Computerworld
CTO FORUM - Microsoft shares Web services lessons learned
Cathleen Moore  11 April, 2002 14:16

Diving into the nuts and bolts of Microsoft's Web services offerings, Mark Lucovsky, HailStorm chief software architect, conferred lessons learned and best practices companies should consider while working to expose their businesses via Web services.

Microsoft's HailStorm, officially named .Net My Services, comprises a set of user-focused services inducing MyCalendar, MyPresence, MyLocation, MyContacts, and MyInbox.

Speaking here at the InfoWorld CTO Forum, Lucovsky said Microsoft's vision for HailStorm is to "empower users to securely store, access, and share information across the Internet anytime, anywhere, and from any device."

Exploring the architectural issues that arise while building Web services, Lucovsky said the major differentiation in a Web services architecture is who is at the center of the model. Turning the traditional application-centric model on its head, at the center of the HailStorm Web services model is not an application but an identity, he said. This could be a person, a club, an organization, or a resource, he added.

"We bind data directly to the identity," he said.

As an example, Lucovsky pointed to the HailStorm MyCalendar service. Rather than the Outlook calendar application residing at the center of the MyCalendar service, an individual's personal calendar is at the center, and any application that wants to access that person's calendar can use Web services protocols to do so.

Because Web services allow all applications to access the same base set of data, applications will be forced to compete in a fundamentally different way, he said.

"How do you keep a customer in a model where users' data is the center and all application are peers with the same access? All applications then have to compete on value," he said.

Another architectural issue to consider is whether to expose Web services via APIs or protocols, Lucovsky said. There is a danger here when dealing with ISVs, he cautioned, because ISVs may be unwilling or unable to code to raw protocols. But if you build an API layer to help ISVs, you may end up encouraging tight binding between applications and services, which may not be manageable in a distributed Web services architecture.

"The key thing you need to work toward is a loose binding between a Web services client and a Web service itself," Lucovsky said.

He also encouraged attendees to consider when building Web services whether to program to an object-centric or XML-centric model. One pitfall to look out for in the object-centric path is how to obtain extensibility when you are programming at a high level, he said.

Organizational issues are also important to consider when going down the Web services route, Lucovsky said. These issues include what workforce skills are needed, how to train your company to think differently, and how to handle internal coordination of development efforts. As a company begins down the Web services path, the workforce must be trained to think in a fundamentally different way.

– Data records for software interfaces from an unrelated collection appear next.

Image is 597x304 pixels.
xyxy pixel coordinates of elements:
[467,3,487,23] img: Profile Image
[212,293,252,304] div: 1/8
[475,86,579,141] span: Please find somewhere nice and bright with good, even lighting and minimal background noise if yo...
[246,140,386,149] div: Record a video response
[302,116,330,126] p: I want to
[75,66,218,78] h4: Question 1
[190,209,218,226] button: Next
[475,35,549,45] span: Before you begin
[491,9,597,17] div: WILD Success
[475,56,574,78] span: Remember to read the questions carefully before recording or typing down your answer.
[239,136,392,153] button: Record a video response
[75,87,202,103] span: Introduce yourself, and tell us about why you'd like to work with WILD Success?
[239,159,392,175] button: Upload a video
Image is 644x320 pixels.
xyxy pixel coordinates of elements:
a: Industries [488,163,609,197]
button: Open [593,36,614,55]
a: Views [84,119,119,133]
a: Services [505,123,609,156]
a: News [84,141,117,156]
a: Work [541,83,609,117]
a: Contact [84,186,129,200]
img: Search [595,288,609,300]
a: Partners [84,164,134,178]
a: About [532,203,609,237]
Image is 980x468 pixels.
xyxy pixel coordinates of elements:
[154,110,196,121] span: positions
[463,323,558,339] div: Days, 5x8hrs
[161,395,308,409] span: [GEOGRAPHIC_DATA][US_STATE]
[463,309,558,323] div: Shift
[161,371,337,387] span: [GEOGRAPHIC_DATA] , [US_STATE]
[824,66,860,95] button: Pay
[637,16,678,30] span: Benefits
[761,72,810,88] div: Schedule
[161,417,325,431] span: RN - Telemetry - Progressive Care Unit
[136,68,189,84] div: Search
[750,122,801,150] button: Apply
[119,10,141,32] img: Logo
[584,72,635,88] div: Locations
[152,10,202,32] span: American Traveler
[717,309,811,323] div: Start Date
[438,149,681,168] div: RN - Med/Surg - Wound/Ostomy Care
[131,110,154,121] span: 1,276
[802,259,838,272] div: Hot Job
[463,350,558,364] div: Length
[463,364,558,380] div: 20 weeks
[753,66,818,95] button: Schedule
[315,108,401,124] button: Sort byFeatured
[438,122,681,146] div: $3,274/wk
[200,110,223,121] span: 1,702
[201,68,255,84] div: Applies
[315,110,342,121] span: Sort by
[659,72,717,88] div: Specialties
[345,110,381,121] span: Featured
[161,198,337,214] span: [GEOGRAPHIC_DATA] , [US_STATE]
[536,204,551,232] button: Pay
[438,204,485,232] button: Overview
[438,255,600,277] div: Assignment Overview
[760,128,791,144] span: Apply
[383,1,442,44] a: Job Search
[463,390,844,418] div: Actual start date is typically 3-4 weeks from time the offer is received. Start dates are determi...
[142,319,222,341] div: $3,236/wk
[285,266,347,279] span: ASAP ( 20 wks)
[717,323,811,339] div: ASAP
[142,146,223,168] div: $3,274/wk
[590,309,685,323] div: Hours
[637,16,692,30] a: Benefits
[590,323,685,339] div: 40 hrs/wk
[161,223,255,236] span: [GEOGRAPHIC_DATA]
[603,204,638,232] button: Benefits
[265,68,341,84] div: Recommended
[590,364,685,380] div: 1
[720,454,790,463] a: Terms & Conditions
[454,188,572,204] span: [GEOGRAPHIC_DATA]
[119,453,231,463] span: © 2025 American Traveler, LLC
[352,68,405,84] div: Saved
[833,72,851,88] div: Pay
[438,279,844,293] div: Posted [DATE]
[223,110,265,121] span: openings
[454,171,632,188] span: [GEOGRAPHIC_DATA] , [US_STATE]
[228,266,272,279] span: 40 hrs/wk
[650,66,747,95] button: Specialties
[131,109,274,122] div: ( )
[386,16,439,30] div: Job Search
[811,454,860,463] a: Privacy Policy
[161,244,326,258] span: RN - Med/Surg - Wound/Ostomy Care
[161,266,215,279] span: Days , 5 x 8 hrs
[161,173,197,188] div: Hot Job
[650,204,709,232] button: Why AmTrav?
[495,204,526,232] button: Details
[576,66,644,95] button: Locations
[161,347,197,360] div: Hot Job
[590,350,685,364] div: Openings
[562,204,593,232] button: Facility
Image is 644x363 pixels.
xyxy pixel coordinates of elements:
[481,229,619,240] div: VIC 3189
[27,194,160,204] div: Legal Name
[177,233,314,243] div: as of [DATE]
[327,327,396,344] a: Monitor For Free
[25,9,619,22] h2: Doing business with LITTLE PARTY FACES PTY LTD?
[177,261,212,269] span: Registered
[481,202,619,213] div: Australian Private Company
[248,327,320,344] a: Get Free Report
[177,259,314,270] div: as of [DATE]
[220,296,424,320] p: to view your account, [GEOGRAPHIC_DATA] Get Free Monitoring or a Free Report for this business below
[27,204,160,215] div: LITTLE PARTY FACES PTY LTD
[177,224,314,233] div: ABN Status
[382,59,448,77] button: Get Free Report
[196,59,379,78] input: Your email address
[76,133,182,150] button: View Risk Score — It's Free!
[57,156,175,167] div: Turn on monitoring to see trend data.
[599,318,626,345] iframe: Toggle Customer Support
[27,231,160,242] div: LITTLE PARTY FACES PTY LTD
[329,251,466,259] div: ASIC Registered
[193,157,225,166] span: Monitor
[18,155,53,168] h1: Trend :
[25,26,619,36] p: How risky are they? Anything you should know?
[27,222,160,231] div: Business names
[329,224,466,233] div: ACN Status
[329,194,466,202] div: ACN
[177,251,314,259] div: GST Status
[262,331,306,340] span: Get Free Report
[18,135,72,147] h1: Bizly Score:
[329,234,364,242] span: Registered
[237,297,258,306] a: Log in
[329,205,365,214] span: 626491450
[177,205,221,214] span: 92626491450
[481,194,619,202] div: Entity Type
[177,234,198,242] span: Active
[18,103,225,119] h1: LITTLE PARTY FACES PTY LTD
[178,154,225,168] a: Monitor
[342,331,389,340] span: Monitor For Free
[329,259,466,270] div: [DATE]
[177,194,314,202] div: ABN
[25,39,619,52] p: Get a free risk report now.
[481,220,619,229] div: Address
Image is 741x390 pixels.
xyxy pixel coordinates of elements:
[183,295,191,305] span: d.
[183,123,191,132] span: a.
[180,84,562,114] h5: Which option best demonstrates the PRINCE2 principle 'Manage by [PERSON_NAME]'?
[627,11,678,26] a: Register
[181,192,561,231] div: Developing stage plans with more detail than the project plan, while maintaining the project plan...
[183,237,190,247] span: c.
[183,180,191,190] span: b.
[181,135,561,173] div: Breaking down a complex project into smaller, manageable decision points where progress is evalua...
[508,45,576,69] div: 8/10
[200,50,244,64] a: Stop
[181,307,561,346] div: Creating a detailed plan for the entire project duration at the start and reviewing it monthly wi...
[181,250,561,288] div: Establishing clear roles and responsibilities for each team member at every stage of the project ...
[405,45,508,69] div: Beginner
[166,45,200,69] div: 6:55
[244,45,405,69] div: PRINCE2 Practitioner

"It will happen with Web services and for the next big thing that comes along, whether that is peer-to-peer or something else," he said.

The primary skill a workforce needs is a deep understanding of XML, particularly name spaces and versioning.

"The big thing we had to deal with [at Microsoft] was learning and embracing XML," Lucovsky said. "XML is more difficult than people think."

Also important is re-training the workforce to openly embrace elements of Web series such as statelessness and distributed computing.

Furthermore, organizations must understand the role of peer-to-peer in a distributed Web services architecture, he said.

"P-to-p and Web services are complementary, but teaching people the key elements of both is important so you don't have tensions between the two groups. Both belong in a distributed architecture," he said.

Offering advice about how to coordinate internal issues with business process development, Lucovsky recommended a "top-down" approach, in which an organization lets a business process drive the underlying technology development.

"A top-down approach makes a lot of sense for Web services. Have a top-down model drive the plumbing you need," he said.

From an industry perspective, interoperability is a critical issue, and organizations such as WS-I (Web Services Interoperability Organization) are a step in the right direction, Lucovsky said.

"It is very important for all of us in Web services to look at the problems around interoperability," he said. "These are real problems and are very relevant to companies that are opening their business as Web services."

Furthermore, there is still much development work that needs to take place to further standards such as XML and SOAP (Simple Object Access Protocol), according to Lucovsky.

SOAP 1.0 is a simple protocol that enables the encoding of objects in a message body, but "it doesn't tell you how take a SOAP packet through a firewall, how it will be routed, how to do security or reliable messaging. There is a lot of next-generation protocol and SOAP work that has to happen for us all to be successful," Lucovsky said.

Enterprises right now should start taking steps toward Web services, he said. Firstly, Lucovsky recommends that a company conceptualize pieces of its business as a set of services and think at an abstract level how to digitally represent those services.

"What is the electronic face you would put on your accounting or purchasing systems and processes?" he said. Companies should "begin Web services pilot projects now to get their hands dirty and understand where [they] are going."